The worst thing about trying not to look drunk alone is trying not to look like a complete pleb while swallowing a wine you don’t like in a museum full of people who were probably weaned on Moscato. As well as doing the first one.

The cartoons weren’t as surreal as I thought they were, but after seeing some slightly possibly racist donkeys and a chess piece trying to rape Betty Boop (who starred in not one but two cartoons), I was ready for the short live-action films.

Though they were from the 1920s, I didn’t see anything as messed up as this, but there was a program mentioning synopses. Which was useful. Let’s look at them:

Ballet Mecanique (Mechanical Ballet) (1924)

Fernand Leger

Does this need a synopsis? Wow, her smile is creepy. Why is there a KFC commercial from the 1980s in the list of “related videos”? Where AM I?

Vormittagsspuk (Ghosts Before Breakfast) (1928)

Hans Richter

This one uses stop-motion animation ,and is full of jumping black bowler hats. Well, they could have been red, but the movie’s in black and white. Either way, the little bastards keep leaping out of reach each time the protagonist tries to get at them. That’s probably why the Nazis destroyed the original score.

Symphonie Diagonale (Diagonal Symphony) (1924)

Viking Eggeling

When I watched this I realized two things:

  • The director has a really wicked name
  • I had no idea this guy created the whirly swirly Windows Media Player visualizations
  • I really like bullet points
  • This is actually 4 things, not 2, but that’s thanks to surrealism, which is cheaper than drugs.

 

Speaking of which, it was onto the next movie:

Anemic Cinema (1926)

Marcel Duchamp

After the first 45 seconds or so I realized I had reached the 30-second mark to look at a white wall and trip out, but it didn’t quite work (I guess the museum needed to get people high off of expensive mini wines instead of free videos).
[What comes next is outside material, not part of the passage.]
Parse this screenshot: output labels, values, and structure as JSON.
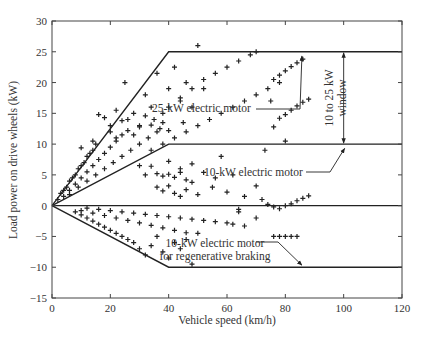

At least the guy sitting in front of me tried to re-enact the spirals with his hand and a very sharp-looking pen.

Disappointed that it didn’t come with a free bunny, I turned my attention to trying to read the “puns”,  none of which  I understood. The phrases were in spiral-y motion and didn’t stay too long on the screen, unlike the needless lazy expository prologue text in modern cinema that seems to spend an interminable amount of time on the screen, forcing us to read it.

Much of the screen was blocked by the dowager hump of a tiny old lady who inexplicably stood up in the front row for a few minutes. This resulted in several people playing “Wimbledon head” while trying to read a fast-spiralling pun. Which was in French, by the way.

Les Mysteres Du Chateau De De (1929)

Man Ray


Well, this one was probably going to give me nightmares in place of this video, thanks to the creepy faceless faces. Again with French title cards, I felt that anyone who didn’t understand French would not get any of the loose context that was tying the piece together. Which is fairly important when you’re stringing together so many disparate images that would just seem quite orphaned on their own (and, by today’s standards, pretentious). But it had a cool French chateau, a swimming pool and adorably hip French flapper fashions that almost distracted me from the Vivienne Westwood-haired old lady creepily massaging the neck of her teenage-looking male companion.

During the short films, the Devil’s Music Ensemble, a chamber music group, were playing along. But, unlike their previous years’ appearances (playing the original score of films like Nosferatu and Das Kabinett des Doktor Caligari), they were playing “original” music of their own, which meant everyone had to trust them to get the mood exactly right, since you’re relying on just the score to tell you how to feel, like a musical laugh track, when you’re watching a 90 year-old French silent surrealist film.

In the end, I appreciated the irony that most of the surreal things that happened that night had almost nothing to do with the films themselves. And it was wickedly fun to freak people out by turning on the LED lights on my umbrella while the museum members were still reeling from the spirals.